What is the safest workflow for in-country document review in the EU so personal data never crosses the border during US litigation?
US litigation often demands discovery of documents that live in the European Union, where data protection law restricts how personal data may be processed and transferred. The tension is real: US courts can compel production, while EU rules constrain moving personal data abroad. An in-country review workflow is designed to satisfy the US obligation while keeping personal data inside the source jurisdiction for as long as possible.
There is no single “safe” recipe. Privacy rules differ by country, and US discovery obligations differ by court (federal versus state) and by case. Treat the steps below as principles to adapt with qualified local counsel, not a checklist that guarantees compliance.
Core principles
- Keep the data local. Host collection, processing, and first-pass review on infrastructure physically located in the source country so personal data is not exported during the bulk of the work.
- Minimize before you move. Apply early filtering, deduplication, and relevance culling in-country so only a narrow, reviewed set is ever considered for transfer.
- Reduce identifiability. Redact or pseudonymize personal data not needed for the merits before anything leaves the jurisdiction; document why each field is retained.
- Have a lawful basis for any transfer. If responsive documents must ultimately cross the border, rely on a recognized legal mechanism and a documented transfer assessment rather than moving data by default.
A defensible workflow
- Map and preserve in place. Identify custodians and systems, issue a legal hold, and preserve without copying data out of country.
- Collect and process locally. Use in-region storage and review tooling; restrict access to reviewers operating under appropriate confidentiality terms.
- Review and tag in-country. Code for relevance, privilege, and personal-data sensitivity. Segregate clearly irrelevant personal information.
- Negotiate proportionality. Where US and EU obligations conflict, engage opposing counsel and, if needed, the court early about scope, protective orders, and phased production. Courts weigh proportionality and burden under the governing rules.
- Transfer only the minimum. Export only reviewed, responsive, suitably redacted material under a documented lawful basis.
Document every decision. Defensibility comes from a reasoned, repeatable process, not a perfect outcome.
For related concepts and definitions, see e-discovery.
Sources & further reading
Authoritative government and non-profit references.
- The Sedona Conference publications — The Sedona Conference
- Federal Rules of Civil Procedure — U.S. Courts
How to cite this page
APA
RM University Editorial. (2026). What is the safest workflow for in-country document review in the EU so personal data never crosses the border during US litigation?. Records Management University. https://www.recordsmgmt.org/questions/in-country-eu-document-review-workflow-avoid-cross-border-transfer/
MLA
RM University Editorial. "What is the safest workflow for in-country document review in the EU so personal data never crosses the border during US litigation?." Records Management University, 16 June 2026, www.recordsmgmt.org/questions/in-country-eu-document-review-workflow-avoid-cross-border-transfer/.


**PROBLEM TO WORK ON:** Word for word, restate the lines of the data below between those holding "has height=647, width=1391." and "This screenshot has width=1438, height=653.", inclusive; pictures do not belong in the copy.
[RECORDS SUPPLIED Boundary: Start]
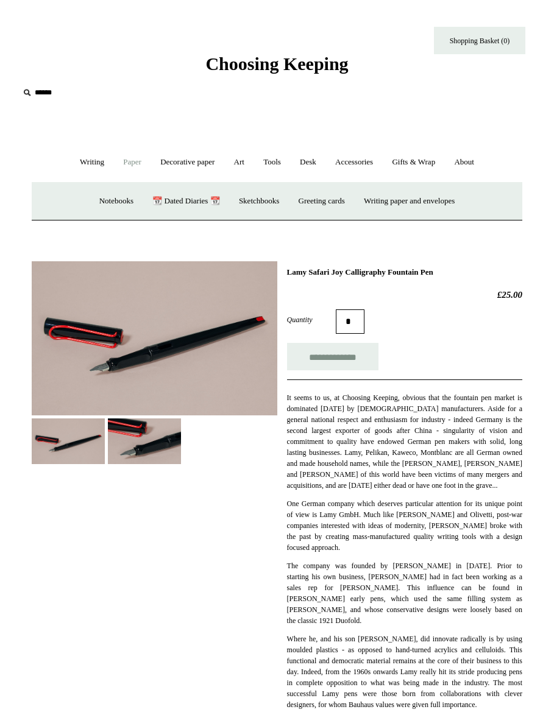 The image size is (554, 715). I want to click on a: Decorative paper, so click(187, 162).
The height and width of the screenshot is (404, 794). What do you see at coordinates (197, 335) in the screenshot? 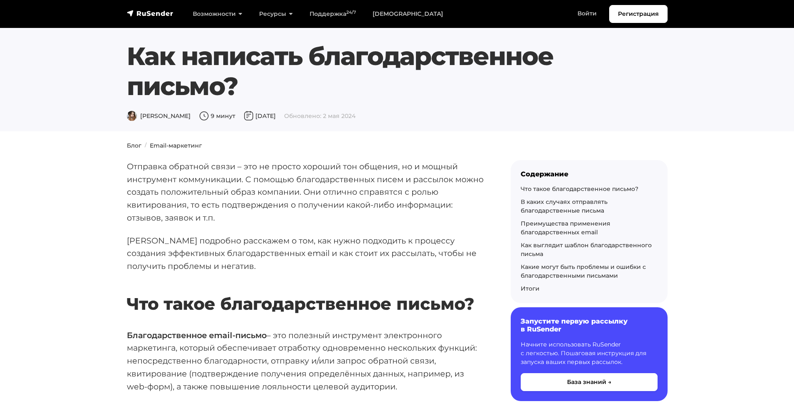
I see `strong: Благодарственное email-письмо` at bounding box center [197, 335].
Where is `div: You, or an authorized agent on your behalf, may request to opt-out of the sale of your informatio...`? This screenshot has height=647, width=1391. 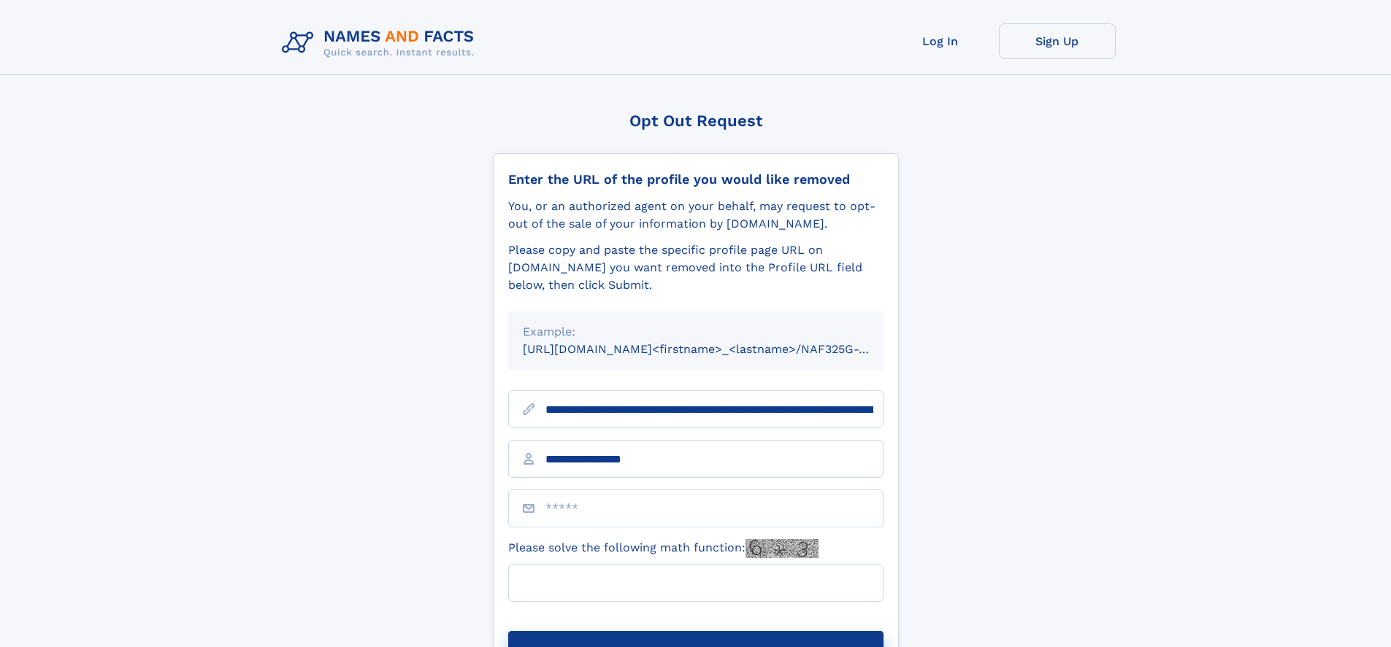
div: You, or an authorized agent on your behalf, may request to opt-out of the sale of your informatio... is located at coordinates (696, 215).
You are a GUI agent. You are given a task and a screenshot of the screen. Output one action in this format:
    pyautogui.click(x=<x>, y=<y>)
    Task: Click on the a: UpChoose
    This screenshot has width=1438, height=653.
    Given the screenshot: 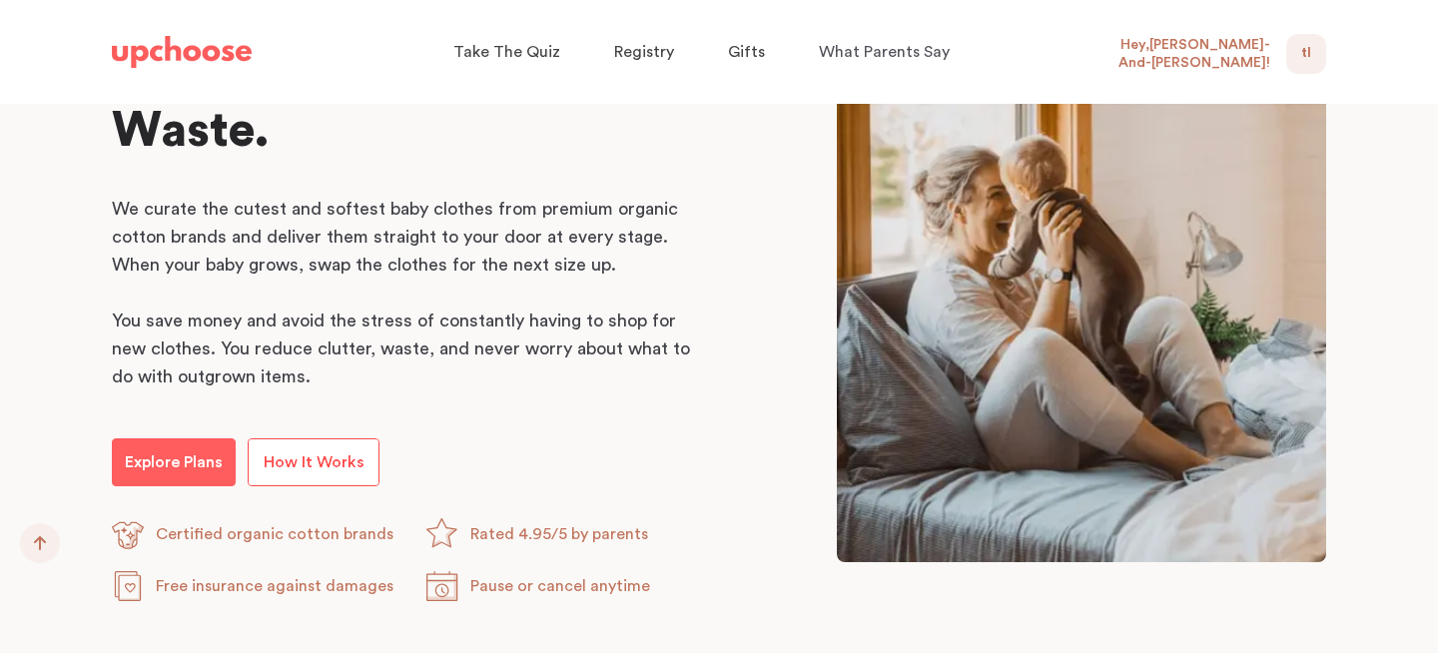 What is the action you would take?
    pyautogui.click(x=182, y=52)
    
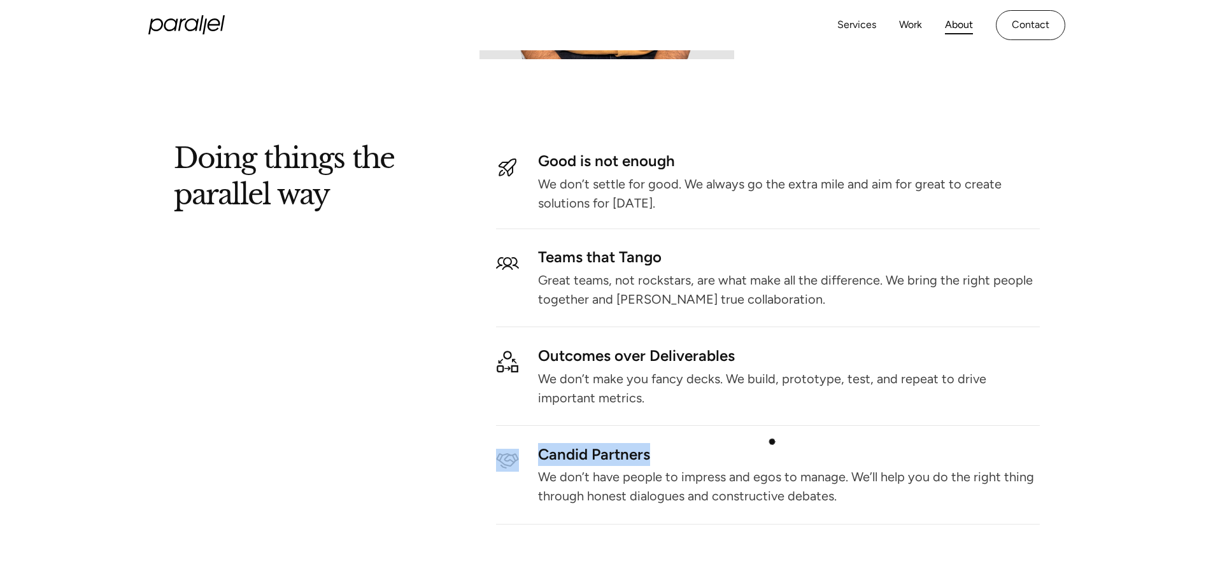 Image resolution: width=1213 pixels, height=585 pixels. I want to click on a: Contact, so click(1030, 25).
[RECORDS SUPPLIED Boundary: End]
**SOLUTION FOR THIS EXERCISE:**
Where is `div: You, or an authorized agent on your behalf, may request to opt-out of the sale of your informatio...`? This screenshot has height=647, width=1391. 
div: You, or an authorized agent on your behalf, may request to opt-out of the sale of your informatio... is located at coordinates (696, 215).
You are a GUI agent. You are given a task and a screenshot of the screen. Output one action in this format:
    pyautogui.click(x=<x>, y=<y>)
    Task: Click on the a: UpChoose
    This screenshot has width=1438, height=653.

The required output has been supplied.